[[ Dataset, beginning ]]
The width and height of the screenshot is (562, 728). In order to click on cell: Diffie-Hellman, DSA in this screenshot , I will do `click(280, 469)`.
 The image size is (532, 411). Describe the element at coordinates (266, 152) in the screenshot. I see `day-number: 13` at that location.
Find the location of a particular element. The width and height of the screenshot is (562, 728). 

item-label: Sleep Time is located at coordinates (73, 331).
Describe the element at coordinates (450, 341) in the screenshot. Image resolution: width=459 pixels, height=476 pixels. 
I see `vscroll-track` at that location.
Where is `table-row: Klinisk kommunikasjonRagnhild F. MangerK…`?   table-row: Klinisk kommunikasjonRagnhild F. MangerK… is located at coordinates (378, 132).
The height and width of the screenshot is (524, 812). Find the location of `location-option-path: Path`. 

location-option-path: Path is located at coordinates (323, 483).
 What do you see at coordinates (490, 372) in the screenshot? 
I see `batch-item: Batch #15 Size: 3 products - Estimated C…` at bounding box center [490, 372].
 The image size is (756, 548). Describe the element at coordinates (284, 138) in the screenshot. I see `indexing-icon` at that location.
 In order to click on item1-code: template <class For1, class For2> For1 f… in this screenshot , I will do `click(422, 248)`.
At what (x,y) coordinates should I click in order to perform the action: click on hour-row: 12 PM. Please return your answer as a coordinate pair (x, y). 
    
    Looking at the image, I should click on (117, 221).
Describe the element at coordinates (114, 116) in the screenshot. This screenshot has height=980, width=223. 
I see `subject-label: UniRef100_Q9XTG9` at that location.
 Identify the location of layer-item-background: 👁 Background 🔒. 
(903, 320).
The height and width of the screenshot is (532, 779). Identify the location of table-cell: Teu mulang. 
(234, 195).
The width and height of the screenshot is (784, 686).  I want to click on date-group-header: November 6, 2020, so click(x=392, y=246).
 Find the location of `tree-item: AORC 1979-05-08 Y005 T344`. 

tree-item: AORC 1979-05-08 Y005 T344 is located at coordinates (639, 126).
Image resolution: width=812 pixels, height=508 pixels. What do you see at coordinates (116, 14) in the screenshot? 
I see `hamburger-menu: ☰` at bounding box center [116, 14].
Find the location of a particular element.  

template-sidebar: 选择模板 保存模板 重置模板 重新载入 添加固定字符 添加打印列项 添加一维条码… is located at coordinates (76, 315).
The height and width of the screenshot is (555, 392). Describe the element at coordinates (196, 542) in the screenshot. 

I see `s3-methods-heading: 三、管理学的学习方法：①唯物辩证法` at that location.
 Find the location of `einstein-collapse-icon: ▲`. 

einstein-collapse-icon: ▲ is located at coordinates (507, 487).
[[ Dataset, end ]]
# [Work instructions]
Quote verbatim the line containing "The width and height of the screenshot is (784, 686)." and every line after it through the end of the records above.

# [Expected answer]
The width and height of the screenshot is (784, 686).  I want to click on date-group-header: November 6, 2020, so click(x=392, y=246).
 Find the location of `tree-item: AORC 1979-05-08 Y005 T344`. 

tree-item: AORC 1979-05-08 Y005 T344 is located at coordinates (639, 126).
Image resolution: width=812 pixels, height=508 pixels. What do you see at coordinates (116, 14) in the screenshot? 
I see `hamburger-menu: ☰` at bounding box center [116, 14].
Find the location of a particular element.  

template-sidebar: 选择模板 保存模板 重置模板 重新载入 添加固定字符 添加打印列项 添加一维条码… is located at coordinates (76, 315).
The height and width of the screenshot is (555, 392). Describe the element at coordinates (196, 542) in the screenshot. 

I see `s3-methods-heading: 三、管理学的学习方法：①唯物辩证法` at that location.
 Find the location of `einstein-collapse-icon: ▲`. 

einstein-collapse-icon: ▲ is located at coordinates (507, 487).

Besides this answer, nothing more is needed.